“We rode the jeep toward the barracks,” Robert Eisenstein recalls. “People were still there. They looked at us. We looked at them. Hollow.”
Bob shipped out in April 1943 as an officer in the American Army. He was Jewish but, like the majority of American soldiers, he was completely unprepared for what he saw two years later at Dachau. “We got some vague information from periodicals, but nothing official. We never heard any rumors-nothing about what was really going on in Europe.”
In May 1945, while headquartered at Fürstenfeldbruck airfield, Bob drove into Dachau accompanied by another soldier who spoke Yiddish. They were able to communicate with some inmates.

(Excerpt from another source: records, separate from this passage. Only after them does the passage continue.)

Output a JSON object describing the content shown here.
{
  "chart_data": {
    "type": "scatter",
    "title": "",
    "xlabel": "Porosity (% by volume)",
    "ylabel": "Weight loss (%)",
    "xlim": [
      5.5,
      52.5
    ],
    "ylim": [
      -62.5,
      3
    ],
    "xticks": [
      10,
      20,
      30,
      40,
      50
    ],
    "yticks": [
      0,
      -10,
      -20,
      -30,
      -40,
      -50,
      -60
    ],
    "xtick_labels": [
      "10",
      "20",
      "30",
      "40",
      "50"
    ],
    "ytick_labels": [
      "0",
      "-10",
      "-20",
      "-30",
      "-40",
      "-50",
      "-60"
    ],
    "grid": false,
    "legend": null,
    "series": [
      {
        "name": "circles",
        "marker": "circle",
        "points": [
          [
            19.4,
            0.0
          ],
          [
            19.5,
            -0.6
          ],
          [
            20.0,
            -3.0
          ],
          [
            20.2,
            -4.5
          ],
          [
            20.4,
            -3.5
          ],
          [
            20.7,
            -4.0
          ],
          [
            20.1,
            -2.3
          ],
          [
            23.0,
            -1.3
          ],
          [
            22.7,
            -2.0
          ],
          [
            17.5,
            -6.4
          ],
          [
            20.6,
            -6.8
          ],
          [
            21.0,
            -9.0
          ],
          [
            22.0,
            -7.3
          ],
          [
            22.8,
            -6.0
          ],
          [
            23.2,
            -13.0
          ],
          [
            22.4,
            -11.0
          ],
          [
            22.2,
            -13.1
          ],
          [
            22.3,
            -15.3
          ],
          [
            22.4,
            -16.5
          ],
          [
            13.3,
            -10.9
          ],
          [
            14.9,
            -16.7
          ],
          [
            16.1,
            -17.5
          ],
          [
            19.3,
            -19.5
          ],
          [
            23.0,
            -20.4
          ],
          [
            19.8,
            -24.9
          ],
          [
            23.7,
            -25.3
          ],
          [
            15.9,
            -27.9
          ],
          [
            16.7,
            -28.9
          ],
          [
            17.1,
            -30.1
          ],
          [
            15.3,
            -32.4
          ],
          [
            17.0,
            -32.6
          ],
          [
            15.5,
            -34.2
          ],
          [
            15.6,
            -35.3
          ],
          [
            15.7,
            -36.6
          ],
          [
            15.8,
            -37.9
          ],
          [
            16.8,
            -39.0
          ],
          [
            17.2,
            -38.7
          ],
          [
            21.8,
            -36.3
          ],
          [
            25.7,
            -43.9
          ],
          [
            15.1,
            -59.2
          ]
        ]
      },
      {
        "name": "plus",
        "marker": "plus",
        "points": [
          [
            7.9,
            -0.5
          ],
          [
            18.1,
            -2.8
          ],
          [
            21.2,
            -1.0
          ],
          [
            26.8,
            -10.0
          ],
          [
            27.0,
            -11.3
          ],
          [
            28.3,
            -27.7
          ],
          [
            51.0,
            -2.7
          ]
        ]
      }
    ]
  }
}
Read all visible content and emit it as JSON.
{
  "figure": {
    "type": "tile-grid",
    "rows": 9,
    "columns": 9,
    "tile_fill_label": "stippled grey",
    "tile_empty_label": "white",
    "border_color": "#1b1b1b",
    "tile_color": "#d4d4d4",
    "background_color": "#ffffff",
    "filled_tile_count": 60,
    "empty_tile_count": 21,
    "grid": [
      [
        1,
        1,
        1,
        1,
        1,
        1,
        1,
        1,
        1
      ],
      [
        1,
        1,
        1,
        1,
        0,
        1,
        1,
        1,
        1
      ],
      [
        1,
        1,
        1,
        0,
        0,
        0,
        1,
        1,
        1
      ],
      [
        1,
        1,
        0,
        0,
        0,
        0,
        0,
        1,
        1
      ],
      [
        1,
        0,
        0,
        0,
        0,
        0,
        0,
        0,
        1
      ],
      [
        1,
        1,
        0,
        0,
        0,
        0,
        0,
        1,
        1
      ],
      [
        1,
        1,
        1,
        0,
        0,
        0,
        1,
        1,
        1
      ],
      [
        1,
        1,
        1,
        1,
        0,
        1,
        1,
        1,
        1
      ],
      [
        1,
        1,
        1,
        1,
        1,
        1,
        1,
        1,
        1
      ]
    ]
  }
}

Bob says, “I can remember it clearly. All the houses in the town of Dachau had basements filled with different things. Some rooms had shoes, one had clothing, one had hair, and one had gold fillings.” He remembers the cages in which guards kept vicious dogs that could be unleashed on inmates standing in line for food. He noticed that the German officers’ quarters were neatly furnished. “I became sick, momentarily sick. How people could live so comfortably after doing these kinds of things to others…it was all just too much.”
Although Bob was in Dachau only four hours, the images from that visit are still vivid today. He says, “I became most affected by what I had seen” after returning home to Nashville. He realized that had it not been for an accident of geography, he and his family could have been among the Holocaust’s victims.